I think it is common for people with lung disease to show signs of it in their heart, but your doctor should give you indication of how serious the changes are.
Most common is hypertrophy (enlargement) of the right ventricle. Since you are reading this stuff in school, I'm guessing you know what wikipedia says, but I'll paste below anyway.
Do you know which valve is leaky? I have a leaky mitral valve and have shown pulmonary hypertension on echo, but then retesting had me as in the normal range and I have no enlargement of anything. I was told not to worry.
I don't know anything about potassium levels --sorry.
Edited to add: CT scan reports -- if that is what you are reading -- can be very unnerving without context as they lay it all out there with little to no interpretation. Many a dire situation has been listed as a possibility in my CT Scan reports, only to have my pulmonologist say, "Nah, that's fine." Try to relax and hang in there until your appointment next week. Please post an update if you can.
http://en.wikipedia.org/wiki/Cor_pulmonale
The heart and lungs are intricately related. Whenever the heart is affected by disease, the
lungs will follow and vice versa. Pulmonary heart disease is by definition a condition when the lungs cause the heart to fail.[SUP]
[1][/SUP]
The heart has two pumping chambers. The
left ventricle pumps blood throughout the body. The
right ventricle pumps
blood to the lungs where it is oxygenated and returned to the left heart for distribution. In normal circumstances, the right heart pumps blood into the lungs without any resistance. The lungs usually have minimal pressure and the right heart easily pumps blood through.[SUP]
[2][/SUP]
However with certain lung diseases chronically present, like
emphysema and
chronic bronchitis (chronic obstructive pulmonary disease - COPD) or
pulmonary hypertension, the blood vessels of the lungs are significantly reduced in number (due to lung tissue destruction) and/or chronically constricted (due to poor alveolar ventilation in the case of COPD). The right ventricle is no longer able to push blood into the lungs effectively, and the chronic overload eventually causes it to fail.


* **Exercise description**
Set every entry down again exactly, omitting none.

* **Listed records**
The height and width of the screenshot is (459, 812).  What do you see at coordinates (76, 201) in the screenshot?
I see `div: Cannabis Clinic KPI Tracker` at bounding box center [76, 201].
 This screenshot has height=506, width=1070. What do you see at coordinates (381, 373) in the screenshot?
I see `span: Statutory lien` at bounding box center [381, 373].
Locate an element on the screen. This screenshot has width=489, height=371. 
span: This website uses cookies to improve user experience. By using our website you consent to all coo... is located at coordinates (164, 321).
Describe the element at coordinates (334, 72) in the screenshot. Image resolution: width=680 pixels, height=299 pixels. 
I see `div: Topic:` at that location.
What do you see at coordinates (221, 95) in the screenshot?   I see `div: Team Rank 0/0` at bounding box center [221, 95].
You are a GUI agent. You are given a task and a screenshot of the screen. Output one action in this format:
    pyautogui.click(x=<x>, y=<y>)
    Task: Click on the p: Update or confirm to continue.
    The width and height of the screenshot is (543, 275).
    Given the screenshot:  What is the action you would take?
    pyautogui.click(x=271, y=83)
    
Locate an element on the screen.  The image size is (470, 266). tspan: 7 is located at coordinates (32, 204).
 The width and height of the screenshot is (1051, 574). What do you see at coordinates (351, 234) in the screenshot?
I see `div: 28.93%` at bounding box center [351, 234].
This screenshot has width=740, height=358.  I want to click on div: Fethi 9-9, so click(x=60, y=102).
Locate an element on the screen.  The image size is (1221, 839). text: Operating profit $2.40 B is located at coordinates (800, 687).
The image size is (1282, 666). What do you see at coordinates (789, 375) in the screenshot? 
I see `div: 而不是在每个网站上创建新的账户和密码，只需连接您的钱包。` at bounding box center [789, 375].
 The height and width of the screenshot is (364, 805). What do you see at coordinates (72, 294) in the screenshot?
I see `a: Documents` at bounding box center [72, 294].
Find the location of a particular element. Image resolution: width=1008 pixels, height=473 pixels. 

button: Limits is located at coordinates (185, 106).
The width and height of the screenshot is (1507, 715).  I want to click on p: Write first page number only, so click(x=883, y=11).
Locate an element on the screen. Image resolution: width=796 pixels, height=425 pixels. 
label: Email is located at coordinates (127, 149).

* **Written solution**
The height and width of the screenshot is (459, 812).  What do you see at coordinates (76, 201) in the screenshot?
I see `div: Cannabis Clinic KPI Tracker` at bounding box center [76, 201].
 This screenshot has height=506, width=1070. What do you see at coordinates (381, 373) in the screenshot?
I see `span: Statutory lien` at bounding box center [381, 373].
Locate an element on the screen. This screenshot has width=489, height=371. 
span: This website uses cookies to improve user experience. By using our website you consent to all coo... is located at coordinates (164, 321).
Describe the element at coordinates (334, 72) in the screenshot. Image resolution: width=680 pixels, height=299 pixels. 
I see `div: Topic:` at that location.
What do you see at coordinates (221, 95) in the screenshot?   I see `div: Team Rank 0/0` at bounding box center [221, 95].
You are a GUI agent. You are given a task and a screenshot of the screen. Output one action in this format:
    pyautogui.click(x=<x>, y=<y>)
    Task: Click on the p: Update or confirm to continue.
    The width and height of the screenshot is (543, 275).
    Given the screenshot:  What is the action you would take?
    pyautogui.click(x=271, y=83)
    
Locate an element on the screen.  The image size is (470, 266). tspan: 7 is located at coordinates (32, 204).
 The width and height of the screenshot is (1051, 574). What do you see at coordinates (351, 234) in the screenshot?
I see `div: 28.93%` at bounding box center [351, 234].
This screenshot has width=740, height=358.  I want to click on div: Fethi 9-9, so click(x=60, y=102).
Locate an element on the screen.  The image size is (1221, 839). text: Operating profit $2.40 B is located at coordinates (800, 687).
The image size is (1282, 666). What do you see at coordinates (789, 375) in the screenshot? 
I see `div: 而不是在每个网站上创建新的账户和密码，只需连接您的钱包。` at bounding box center [789, 375].
 The height and width of the screenshot is (364, 805). What do you see at coordinates (72, 294) in the screenshot?
I see `a: Documents` at bounding box center [72, 294].
Find the location of a particular element. Image resolution: width=1008 pixels, height=473 pixels. 

button: Limits is located at coordinates (185, 106).
The width and height of the screenshot is (1507, 715).  I want to click on p: Write first page number only, so click(x=883, y=11).
Locate an element on the screen. Image resolution: width=796 pixels, height=425 pixels. 
label: Email is located at coordinates (127, 149).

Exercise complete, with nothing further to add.